When were born into this world, our early brain stems are being regulated according to the faces, voices, and bodies of the caregivers around us. We
are surrounded by an aura of feeling - a spirit - which constructs the affective ground from which we know. All thinking - all thought - is
referentially constructed by this ground. It is so hidden that it is seemingly only in the Buddhist tradition that it is even recognized as a
possibility. Although they too got lost in narrative.
Why couldn't Moses enter the holy land? If my reading of the narrative is correct (and I imagine it is) then Moshe - the part of ourselves that can
sense in terms of the higher level of consciousness - cannot feel the effects of its beauty from the vantage point of his material existence.
Dualislm = Delusion
You have never experienced a state of consciousness that wasn't mediated by your brain, or tinged by the specific continuity of meanings that you have
evolved in your life, all of which are emerging through the remarkable complexity of your neurons.
Why is Moshe excluded from the holy land? Because the consciousness he uses to know from the higher consciousness is incompatible with the meanings he
formed in his youth: the trauma of the past, insomuch as it is stored in his actual physical neurological structure, constrains the degree to which he
is able to experience a sense of compatibility between his social and physical existence and his spiritual existence. The two realms feel "cut apart",
and hence, Moshe cannot experience the effects of the "land of milk and honey".
This shouldn't be a difficult or controversial thing to think, and in fact, it is perfectly logical with the reflexive structure we know through:
since everything is based in symmetry, so long as economic and sociological asymmetry persists, there will be a corresponding internal asymmetry
within each of us, creating the emergent falsity of "reality being wrong". Hence, Moses specific sin is described as occuring at the
"בְּמֵי-מְרִיבַת", which can be translated as the "waters of bitterness" - or trauma.
Apparently the Hebrews were able to infer that traumatic effects remain embodied - that is, they didn't seem to fall for the delusion created by
perception which says "reality is so and so" i.e. its feels wrong, and hence, must be wrong. They infered - used logic - that, "hey, if we have a
brain, and we have a conscious mind, perhaps the two are one, and everything we know is stored in this container".
William James notion of the brain being a filter, then, is inevitably an incomplete idea, insomuch as this filter shapes what passes through it in
terms of the history that the "filter" has lived through. Knowing and feeling, then, can be dissociated: you can know from an intellectual position
that yields a piece of information; but the quality of the whole experience -
how you knew will itself yield an information that will come to
inform how you believe reality works.
All dualisms, all belief systems that defy the golden rule, are trafficking in delusion and hurting themselves and those they care for the further
they try to pull themselves away. As Huxley wisely wrote,
“The end cannot justify the means, for the simple and obvious reason that the means
employed determine the nature of the ends produced.”
Those with a history of trauma thus can never know from up above without reminding ourselves why it feels so hard to return - to go back to a life
that doesn't feel unreal and 'wrong'.
This is perhaps the deeper meaning behind science and secularism: we need to learn how to be loving people before we recognize the power of our minds,
because if we have the latter without the former, we get megalomaniacal maleficence.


| Exercise brief |
Look through the listing below and report the lines that have the word "leader" in them.

| Input material |
<<<<

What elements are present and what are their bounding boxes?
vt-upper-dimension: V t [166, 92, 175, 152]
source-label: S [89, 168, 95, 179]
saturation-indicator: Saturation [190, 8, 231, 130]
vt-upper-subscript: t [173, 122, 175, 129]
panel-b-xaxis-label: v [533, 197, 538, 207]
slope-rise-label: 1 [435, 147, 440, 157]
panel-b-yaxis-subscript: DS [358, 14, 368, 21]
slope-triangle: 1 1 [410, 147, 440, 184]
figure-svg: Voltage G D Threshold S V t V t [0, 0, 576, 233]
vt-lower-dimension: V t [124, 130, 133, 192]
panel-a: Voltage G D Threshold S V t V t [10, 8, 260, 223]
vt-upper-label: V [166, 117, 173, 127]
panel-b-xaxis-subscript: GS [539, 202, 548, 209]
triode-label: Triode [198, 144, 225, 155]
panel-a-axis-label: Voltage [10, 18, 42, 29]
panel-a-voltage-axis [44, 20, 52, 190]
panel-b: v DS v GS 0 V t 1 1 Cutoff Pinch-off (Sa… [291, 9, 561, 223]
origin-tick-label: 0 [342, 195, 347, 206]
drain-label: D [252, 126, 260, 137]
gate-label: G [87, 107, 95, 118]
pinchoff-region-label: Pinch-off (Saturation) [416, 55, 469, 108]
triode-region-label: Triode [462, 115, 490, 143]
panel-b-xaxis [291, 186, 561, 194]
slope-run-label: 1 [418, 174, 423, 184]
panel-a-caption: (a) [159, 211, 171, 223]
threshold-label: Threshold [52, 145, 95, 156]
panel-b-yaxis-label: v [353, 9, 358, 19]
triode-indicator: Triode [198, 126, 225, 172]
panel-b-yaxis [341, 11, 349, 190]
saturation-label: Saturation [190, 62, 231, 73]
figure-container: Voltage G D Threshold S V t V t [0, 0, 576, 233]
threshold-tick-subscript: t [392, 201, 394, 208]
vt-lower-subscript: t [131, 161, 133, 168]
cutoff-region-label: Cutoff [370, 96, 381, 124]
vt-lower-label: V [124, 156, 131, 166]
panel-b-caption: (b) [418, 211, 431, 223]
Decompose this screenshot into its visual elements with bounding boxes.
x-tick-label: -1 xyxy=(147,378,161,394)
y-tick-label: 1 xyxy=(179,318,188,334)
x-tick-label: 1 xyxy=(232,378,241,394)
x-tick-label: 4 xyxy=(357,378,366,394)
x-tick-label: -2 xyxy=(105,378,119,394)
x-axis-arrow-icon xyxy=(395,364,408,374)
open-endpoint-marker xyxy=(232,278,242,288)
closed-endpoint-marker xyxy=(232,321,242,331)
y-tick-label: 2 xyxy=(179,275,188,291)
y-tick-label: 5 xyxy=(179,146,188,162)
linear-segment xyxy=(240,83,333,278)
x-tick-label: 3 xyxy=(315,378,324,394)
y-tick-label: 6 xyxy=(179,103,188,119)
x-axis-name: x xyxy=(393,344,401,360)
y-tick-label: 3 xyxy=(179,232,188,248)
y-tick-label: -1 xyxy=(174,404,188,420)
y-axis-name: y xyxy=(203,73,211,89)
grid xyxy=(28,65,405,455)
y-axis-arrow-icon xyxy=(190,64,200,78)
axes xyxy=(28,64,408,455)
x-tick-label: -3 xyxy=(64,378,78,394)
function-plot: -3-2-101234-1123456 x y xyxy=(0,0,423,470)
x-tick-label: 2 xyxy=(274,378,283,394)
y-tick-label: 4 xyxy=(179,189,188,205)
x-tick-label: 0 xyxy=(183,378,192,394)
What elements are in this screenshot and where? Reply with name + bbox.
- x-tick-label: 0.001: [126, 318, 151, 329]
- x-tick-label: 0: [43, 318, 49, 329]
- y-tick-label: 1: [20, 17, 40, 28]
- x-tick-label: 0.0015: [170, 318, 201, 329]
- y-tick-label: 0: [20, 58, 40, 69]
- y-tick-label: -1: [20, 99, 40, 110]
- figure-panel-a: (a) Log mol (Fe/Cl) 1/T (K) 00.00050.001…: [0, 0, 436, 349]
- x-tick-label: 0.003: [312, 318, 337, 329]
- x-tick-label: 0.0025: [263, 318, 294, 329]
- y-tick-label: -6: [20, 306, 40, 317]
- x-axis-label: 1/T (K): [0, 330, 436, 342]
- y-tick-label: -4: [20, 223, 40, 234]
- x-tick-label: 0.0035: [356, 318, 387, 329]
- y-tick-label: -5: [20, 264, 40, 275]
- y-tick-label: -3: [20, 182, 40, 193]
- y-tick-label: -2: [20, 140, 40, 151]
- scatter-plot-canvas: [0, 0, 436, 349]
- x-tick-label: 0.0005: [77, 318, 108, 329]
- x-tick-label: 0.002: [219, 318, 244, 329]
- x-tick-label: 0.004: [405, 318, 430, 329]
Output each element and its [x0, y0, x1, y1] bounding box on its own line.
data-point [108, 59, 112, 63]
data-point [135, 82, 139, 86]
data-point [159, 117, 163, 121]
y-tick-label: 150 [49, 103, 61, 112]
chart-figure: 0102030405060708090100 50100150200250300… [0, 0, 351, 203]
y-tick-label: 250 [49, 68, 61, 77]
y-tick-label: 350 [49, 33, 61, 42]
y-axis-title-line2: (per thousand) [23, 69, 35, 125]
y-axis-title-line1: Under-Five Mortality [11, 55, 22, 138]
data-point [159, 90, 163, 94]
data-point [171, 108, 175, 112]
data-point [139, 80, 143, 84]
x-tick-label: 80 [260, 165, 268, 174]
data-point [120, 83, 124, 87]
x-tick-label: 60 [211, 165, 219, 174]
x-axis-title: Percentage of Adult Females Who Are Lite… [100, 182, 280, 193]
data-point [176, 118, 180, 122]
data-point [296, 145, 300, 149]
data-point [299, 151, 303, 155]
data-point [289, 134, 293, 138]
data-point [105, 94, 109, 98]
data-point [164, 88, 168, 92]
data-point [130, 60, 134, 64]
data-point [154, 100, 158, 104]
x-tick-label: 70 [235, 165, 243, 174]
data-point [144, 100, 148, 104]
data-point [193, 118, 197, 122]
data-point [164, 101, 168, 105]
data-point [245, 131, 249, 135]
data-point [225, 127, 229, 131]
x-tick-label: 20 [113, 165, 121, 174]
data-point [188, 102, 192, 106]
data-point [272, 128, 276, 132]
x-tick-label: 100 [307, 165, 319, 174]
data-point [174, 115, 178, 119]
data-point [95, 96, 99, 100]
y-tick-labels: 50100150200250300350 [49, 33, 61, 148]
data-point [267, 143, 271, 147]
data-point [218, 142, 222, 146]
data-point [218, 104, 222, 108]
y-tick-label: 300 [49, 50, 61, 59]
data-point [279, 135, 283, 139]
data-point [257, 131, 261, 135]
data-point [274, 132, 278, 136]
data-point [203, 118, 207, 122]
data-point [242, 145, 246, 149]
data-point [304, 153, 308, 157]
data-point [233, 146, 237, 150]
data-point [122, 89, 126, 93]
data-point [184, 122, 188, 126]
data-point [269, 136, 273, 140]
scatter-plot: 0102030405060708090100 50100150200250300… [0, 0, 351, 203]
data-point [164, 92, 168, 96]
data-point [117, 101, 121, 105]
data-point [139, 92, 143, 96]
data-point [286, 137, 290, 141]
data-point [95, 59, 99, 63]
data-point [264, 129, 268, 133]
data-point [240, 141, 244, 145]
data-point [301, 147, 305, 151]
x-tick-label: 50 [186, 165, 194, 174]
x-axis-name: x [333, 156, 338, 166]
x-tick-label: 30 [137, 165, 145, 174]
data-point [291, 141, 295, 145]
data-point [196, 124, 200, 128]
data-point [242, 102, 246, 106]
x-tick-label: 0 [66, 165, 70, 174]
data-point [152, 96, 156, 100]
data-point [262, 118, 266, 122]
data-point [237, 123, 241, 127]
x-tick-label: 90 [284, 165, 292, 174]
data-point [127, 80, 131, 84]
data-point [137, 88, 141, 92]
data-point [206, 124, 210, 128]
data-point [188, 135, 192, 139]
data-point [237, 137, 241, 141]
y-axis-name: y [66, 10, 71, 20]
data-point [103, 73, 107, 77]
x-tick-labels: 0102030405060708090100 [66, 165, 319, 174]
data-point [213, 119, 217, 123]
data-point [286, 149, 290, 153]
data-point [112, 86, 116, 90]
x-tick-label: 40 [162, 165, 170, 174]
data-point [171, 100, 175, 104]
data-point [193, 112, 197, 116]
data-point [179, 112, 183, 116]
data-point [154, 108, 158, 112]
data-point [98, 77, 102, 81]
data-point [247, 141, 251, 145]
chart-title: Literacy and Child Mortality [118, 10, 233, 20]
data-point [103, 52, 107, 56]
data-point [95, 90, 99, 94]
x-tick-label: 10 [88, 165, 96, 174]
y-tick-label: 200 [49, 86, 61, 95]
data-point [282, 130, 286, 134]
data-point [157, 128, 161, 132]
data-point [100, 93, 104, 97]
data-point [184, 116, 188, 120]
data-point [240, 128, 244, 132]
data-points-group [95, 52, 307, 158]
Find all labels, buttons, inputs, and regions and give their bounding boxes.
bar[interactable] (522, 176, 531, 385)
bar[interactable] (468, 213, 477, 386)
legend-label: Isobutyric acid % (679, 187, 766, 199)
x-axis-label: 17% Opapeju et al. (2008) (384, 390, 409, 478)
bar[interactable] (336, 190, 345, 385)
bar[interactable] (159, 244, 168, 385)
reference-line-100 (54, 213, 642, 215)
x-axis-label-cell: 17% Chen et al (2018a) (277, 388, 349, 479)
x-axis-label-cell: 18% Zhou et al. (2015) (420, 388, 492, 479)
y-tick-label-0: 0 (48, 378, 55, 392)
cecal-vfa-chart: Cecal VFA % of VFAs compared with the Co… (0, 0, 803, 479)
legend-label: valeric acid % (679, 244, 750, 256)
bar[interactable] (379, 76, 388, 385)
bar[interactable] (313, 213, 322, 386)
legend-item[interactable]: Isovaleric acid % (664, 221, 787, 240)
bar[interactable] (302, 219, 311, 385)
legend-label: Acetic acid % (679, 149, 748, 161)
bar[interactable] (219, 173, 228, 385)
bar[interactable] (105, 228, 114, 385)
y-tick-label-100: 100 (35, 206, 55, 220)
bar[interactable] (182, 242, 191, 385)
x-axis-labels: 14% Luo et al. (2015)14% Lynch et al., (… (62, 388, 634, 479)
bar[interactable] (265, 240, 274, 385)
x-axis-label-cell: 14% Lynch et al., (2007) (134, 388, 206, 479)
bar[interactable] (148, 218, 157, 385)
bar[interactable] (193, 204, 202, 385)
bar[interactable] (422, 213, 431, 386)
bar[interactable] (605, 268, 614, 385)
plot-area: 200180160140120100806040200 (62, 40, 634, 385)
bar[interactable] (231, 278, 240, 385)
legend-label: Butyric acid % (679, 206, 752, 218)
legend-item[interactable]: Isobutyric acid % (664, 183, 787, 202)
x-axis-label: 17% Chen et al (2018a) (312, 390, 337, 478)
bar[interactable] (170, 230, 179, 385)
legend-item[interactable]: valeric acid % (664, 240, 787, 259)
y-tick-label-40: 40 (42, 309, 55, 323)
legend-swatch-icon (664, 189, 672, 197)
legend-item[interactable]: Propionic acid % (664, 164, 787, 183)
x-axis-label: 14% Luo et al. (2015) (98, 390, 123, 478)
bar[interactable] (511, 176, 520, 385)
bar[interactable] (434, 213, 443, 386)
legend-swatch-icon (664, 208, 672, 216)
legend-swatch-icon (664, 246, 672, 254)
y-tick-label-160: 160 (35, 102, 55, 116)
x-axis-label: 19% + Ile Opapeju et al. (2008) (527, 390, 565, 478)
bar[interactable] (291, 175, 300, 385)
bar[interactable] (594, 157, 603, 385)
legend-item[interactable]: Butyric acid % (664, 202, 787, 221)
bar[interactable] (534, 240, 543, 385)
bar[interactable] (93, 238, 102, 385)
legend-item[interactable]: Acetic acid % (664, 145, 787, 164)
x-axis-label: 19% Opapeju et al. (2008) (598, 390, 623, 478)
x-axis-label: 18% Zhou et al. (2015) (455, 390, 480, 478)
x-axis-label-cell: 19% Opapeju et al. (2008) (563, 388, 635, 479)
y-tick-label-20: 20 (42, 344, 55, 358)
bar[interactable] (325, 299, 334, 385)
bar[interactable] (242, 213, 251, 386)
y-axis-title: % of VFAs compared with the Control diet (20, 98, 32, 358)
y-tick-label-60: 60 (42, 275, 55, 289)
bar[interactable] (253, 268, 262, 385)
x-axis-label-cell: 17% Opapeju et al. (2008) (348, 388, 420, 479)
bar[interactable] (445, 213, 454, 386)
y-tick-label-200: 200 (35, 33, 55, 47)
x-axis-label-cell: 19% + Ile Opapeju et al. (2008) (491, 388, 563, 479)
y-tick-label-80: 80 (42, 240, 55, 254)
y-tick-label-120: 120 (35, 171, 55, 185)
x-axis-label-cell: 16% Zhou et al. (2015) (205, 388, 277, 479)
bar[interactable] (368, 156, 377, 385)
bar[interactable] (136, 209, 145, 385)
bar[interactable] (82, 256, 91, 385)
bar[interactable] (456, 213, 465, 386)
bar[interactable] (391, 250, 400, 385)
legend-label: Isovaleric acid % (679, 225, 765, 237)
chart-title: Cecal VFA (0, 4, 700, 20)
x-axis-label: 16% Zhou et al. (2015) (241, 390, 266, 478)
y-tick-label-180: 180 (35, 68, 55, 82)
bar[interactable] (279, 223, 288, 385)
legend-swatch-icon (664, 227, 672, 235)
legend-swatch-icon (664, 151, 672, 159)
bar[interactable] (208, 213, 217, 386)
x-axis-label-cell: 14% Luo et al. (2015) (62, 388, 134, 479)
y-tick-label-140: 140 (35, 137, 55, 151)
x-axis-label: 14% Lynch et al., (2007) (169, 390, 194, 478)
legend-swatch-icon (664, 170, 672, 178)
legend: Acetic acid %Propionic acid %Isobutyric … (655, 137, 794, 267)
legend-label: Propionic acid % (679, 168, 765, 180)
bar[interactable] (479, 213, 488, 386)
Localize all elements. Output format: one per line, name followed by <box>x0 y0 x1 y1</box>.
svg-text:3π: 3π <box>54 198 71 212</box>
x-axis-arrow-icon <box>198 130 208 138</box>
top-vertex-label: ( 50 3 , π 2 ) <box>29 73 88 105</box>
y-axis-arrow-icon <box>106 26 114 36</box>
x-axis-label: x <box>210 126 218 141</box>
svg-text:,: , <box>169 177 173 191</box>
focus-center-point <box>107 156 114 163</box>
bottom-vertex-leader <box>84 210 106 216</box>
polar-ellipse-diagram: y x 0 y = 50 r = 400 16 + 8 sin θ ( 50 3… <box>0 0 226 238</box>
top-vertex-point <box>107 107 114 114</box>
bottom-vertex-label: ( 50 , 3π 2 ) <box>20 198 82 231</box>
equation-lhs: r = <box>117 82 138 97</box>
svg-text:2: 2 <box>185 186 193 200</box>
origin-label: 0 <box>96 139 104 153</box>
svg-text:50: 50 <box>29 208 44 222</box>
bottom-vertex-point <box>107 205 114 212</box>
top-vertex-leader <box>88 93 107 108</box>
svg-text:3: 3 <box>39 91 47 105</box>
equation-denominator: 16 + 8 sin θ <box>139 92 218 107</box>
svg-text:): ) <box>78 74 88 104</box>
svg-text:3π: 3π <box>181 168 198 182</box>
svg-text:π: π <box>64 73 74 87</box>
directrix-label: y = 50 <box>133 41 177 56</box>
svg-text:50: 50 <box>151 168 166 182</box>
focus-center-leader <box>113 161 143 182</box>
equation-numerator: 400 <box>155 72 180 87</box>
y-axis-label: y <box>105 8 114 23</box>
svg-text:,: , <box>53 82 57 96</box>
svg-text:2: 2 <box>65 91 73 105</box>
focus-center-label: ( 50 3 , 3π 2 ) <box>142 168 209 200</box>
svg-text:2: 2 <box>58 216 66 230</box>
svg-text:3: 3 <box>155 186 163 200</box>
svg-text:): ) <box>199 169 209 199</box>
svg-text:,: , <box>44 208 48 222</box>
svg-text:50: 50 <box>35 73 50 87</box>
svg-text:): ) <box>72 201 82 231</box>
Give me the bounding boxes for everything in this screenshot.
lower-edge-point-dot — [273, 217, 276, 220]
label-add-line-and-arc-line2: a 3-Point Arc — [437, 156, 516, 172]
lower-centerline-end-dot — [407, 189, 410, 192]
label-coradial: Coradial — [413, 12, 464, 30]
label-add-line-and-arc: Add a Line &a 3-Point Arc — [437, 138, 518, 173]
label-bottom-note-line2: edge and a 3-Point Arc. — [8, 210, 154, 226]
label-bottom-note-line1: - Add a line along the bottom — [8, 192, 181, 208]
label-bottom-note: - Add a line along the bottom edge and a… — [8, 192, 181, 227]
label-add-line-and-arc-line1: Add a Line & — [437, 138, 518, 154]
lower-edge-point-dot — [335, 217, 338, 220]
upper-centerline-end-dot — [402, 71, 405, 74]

>>>>

| Exercise solution |
bottom-vertex-leader <box>84 210 106 216</box>
top-vertex-leader <box>88 93 107 108</box>
focus-center-leader <box>113 161 143 182</box>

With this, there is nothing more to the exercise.